If you think about the number of keywords that people can have, for example I think the max amount in AdWords is something like four million, that can end up being a lot of data over two years.

Time for a change:

Our original relational database setup just wasn't working anymore. We were using Postgres at the time. The write workload itself was just bringing our one Postgres instance to a standstill, and querying the data out was also very slow during some of those heavy import times.

Why Cassandra-as-a-Database-Service?

So in 2013, Wu launched a search for better solutions. They evaluated several, but Cassandra jumped to the fore:

The NoSQL aspect of it came up because Cassandra is well-known as a great time series store, which is basically what we're trying to store for our customers.
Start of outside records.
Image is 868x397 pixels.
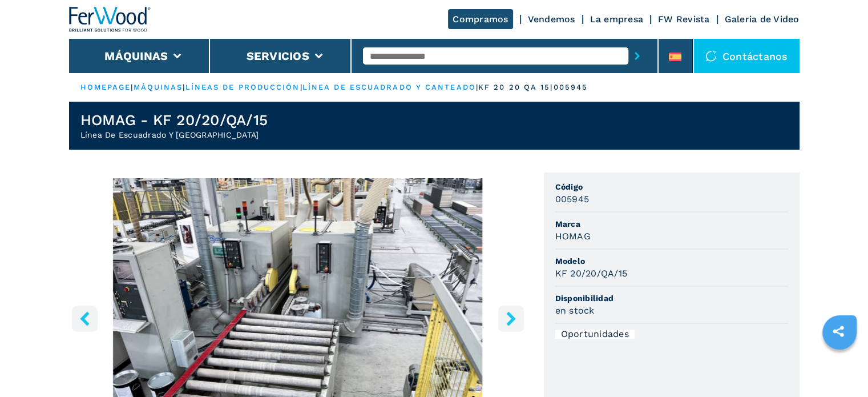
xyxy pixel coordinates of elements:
[706,50,717,62] img: Contáctanos
[528,14,575,25] a: Vendemos
[824,317,853,346] a: sharethis
[555,193,590,206] h3: 005945
[479,82,554,93] p: kf 20 20 qa 15 |
[476,83,479,91] span: |
[130,83,133,91] span: |
[658,14,710,25] a: FW Revista
[553,82,588,93] p: 005945
[555,330,634,338] div: Oportunidades
[81,129,268,141] h2: Línea De Escuadrado Y [GEOGRAPHIC_DATA]
[105,49,168,63] button: Máquinas
[725,14,799,25] a: Galeria de Video
[81,111,268,129] h1: HOMAG - KF 20/20/QA/15
[134,83,183,91] a: máquinas
[300,83,302,91] span: |
[819,346,859,388] iframe: Chat
[499,306,524,331] button: right-button
[590,14,644,25] a: La empresa
[186,83,300,91] a: líneas de producción
[555,181,788,193] span: Código
[555,218,788,230] span: Marca
[69,7,151,32] img: Ferwood
[628,43,646,69] button: submit-button
[302,83,476,91] a: línea de escuadrado y canteado
[555,255,788,266] span: Modelo
[72,306,98,331] button: left-button
[448,9,513,29] a: Compramos
[555,292,788,304] span: Disponibilidad
[182,83,185,91] span: |
[555,304,594,317] h3: en stock
[694,39,799,73] div: Contáctanos
[81,83,131,91] a: HOMEPAGE
[555,230,590,242] h3: HOMAG
[246,49,310,63] button: Servicios
[555,266,628,280] h3: KF 20/20/QA/15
At the same time, it gave us the ability to horizontally scale out, so as our customer load continued to grow, we could just bring up new nodes, add them to our clusters, and then continue to scale out write and read throughput, with the write being a little bit more important for us, especially with those heavy imports.
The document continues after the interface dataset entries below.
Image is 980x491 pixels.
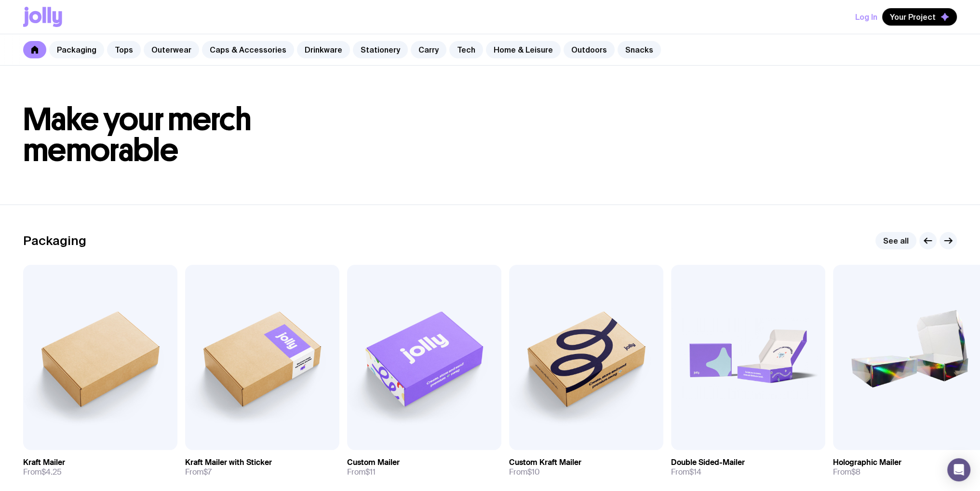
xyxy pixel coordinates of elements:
[41,466,62,476] span: $4.25
[185,450,339,484] a: Kraft Mailer with StickerFrom$7
[24,466,62,476] span: From
[833,458,901,466] h3: Holographic Mailer
[347,466,375,476] span: From
[564,41,614,58] a: Outdoors
[509,458,581,466] h3: Custom Kraft Mailer
[855,8,877,25] button: Log In
[185,466,212,476] span: From
[509,450,663,484] a: Custom Kraft MailerFrom$10
[24,100,251,170] span: Make your merch memorable
[486,41,561,58] a: Home & Leisure
[297,41,350,58] a: Drinkware
[851,466,860,476] span: $8
[347,458,400,466] h3: Custom Mailer
[509,466,540,476] span: From
[617,41,661,58] a: Snacks
[185,458,271,466] h3: Kraft Mailer with Sticker
[890,12,935,22] span: Your Project
[670,458,745,466] h3: Double Sided-Mailer
[24,450,177,484] a: Kraft MailerFrom$4.25
[107,41,141,58] a: Tops
[366,466,375,476] span: $11
[411,41,446,58] a: Carry
[833,466,860,476] span: From
[689,466,701,476] span: $14
[670,450,825,484] a: Double Sided-MailerFrom$14
[527,466,540,476] span: $10
[353,41,408,58] a: Stationery
[24,458,65,466] h3: Kraft Mailer
[947,458,970,481] div: Open Intercom Messenger
[204,466,212,476] span: $7
[144,41,199,58] a: Outerwear
[875,232,916,249] a: See all
[882,8,956,25] button: Your Project
[347,450,501,484] a: Custom MailerFrom$11
[49,41,104,58] a: Packaging
[24,233,86,248] h2: Packaging
[670,466,701,476] span: From
[449,41,483,58] a: Tech
[202,41,294,58] a: Caps & Accessories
Though their participation in the Datastax startup program, AdStage got more exposure to Cassandra. In late 2013, they made the switch, running Cassandra clusters on Amazon. But they weren't done yet. Their new Head of Operations, Gordon Worley, met up with Instaclustr at the Cassandra Summit, and learned about Instaclustr's Cassandra-as-a-Service offering:

We basically had a trial of their service, and really enjoyed working with them. They even helped us with some of our data modeling, and suggestions on tuning, so it ended up turning into a pretty great partnership.
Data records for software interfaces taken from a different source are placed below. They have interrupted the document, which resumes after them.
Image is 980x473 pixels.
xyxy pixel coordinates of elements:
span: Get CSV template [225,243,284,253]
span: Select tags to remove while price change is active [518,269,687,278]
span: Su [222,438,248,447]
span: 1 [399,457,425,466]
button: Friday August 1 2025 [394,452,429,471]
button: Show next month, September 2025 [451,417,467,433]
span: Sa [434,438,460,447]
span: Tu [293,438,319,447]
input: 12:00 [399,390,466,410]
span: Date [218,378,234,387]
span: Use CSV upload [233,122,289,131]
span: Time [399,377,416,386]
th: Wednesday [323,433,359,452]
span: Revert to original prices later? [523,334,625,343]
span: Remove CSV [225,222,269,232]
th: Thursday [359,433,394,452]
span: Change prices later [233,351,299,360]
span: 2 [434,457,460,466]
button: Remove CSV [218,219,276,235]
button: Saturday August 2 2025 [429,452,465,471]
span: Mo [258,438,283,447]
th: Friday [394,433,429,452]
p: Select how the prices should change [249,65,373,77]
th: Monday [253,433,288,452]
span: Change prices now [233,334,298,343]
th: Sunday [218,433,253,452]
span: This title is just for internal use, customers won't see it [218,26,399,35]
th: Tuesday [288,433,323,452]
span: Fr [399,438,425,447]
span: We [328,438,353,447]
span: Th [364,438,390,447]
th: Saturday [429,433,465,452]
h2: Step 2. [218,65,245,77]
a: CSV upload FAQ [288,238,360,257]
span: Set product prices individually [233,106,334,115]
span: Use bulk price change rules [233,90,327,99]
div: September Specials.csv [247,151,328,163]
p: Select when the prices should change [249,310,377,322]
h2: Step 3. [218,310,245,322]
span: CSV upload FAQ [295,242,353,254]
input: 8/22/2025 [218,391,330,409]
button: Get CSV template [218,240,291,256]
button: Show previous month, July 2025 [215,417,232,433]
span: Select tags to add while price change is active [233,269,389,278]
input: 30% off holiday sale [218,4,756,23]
So why DaaS instead of running their own clusters? Reason one: uptime pressures.

With the reporting and automation we're doing, we really want very high uptime. We don't want our customers to be without their data. We don't want our automated tasks that are actively running to optimize their campaigns, to fail for whatever reason. So that was certainly one part of it. We wanted a team, we wanted someone who really had our backs, who could watch out, give us guidance, and give us proactive alerts, before we actually ran into issues.

It was also an IT philosophy thing. AdStage wants to use its IT resources to differentiate, not to administrate:

Another aspect of it is that it took a lot of work off of Gordon. I think internally, we really want to focus on building our products, to differentiate ourselves from other solutions in the space. We don't necessarily want to have to rebuild monitoring tools for Cassandra, and things like that.

The wrap - beyond servers to results

AdStage went live with Instaclustr in September 2014. Since then, their main cluster has grown to 70 nodes, with more clusters being added for new initiatives.

I asked Wu: what is the "aha moment" when AdStage customers realize the value they're getting? He says on the reporting side, it's when they get the visuals rolling:

If they're using exclusively our reporting tools, it's really once they get some dashboards set up, that really have a lot of the data that they need on a daily or weekly basis, internally or for clients, or if they're using our automation tool, sometimes even instantly, they'll just see, "Oh, wow, I can save so much time using this tool."

We talked about some of the problems facing the ad industry. Wu agreed that issues of data privacy are heating up, with stronger European regulations upping the stakes. At the same time, consumers still seem to be of two minds with data privacy. Many seem to accept the tradeoffs between data sharing and convenience/value.

Wu brought up MoviePass, a booming $10 a month service that lets you watch a movie a day. The model doesn't work without a data-for-value swap:

Advertisers are going to know every movie that you watch, and where you're watching it, and maybe even more than that, and people are willing to give that up for $10 a month, because it's so cheap.

That's the tightrope those in the ad business will have to navigate, hopefully with transparency and relevance rather than the dreaded YouTube "pre-roll" ad that seems designed for everybody - and thus nobody.

Wu's team has new offerings in the mix, including a "universal API" access that is proving popular with AdStage's enterprise customers, who want to ingest AdStage data for their own dashboards and metrics. I look forward to an update.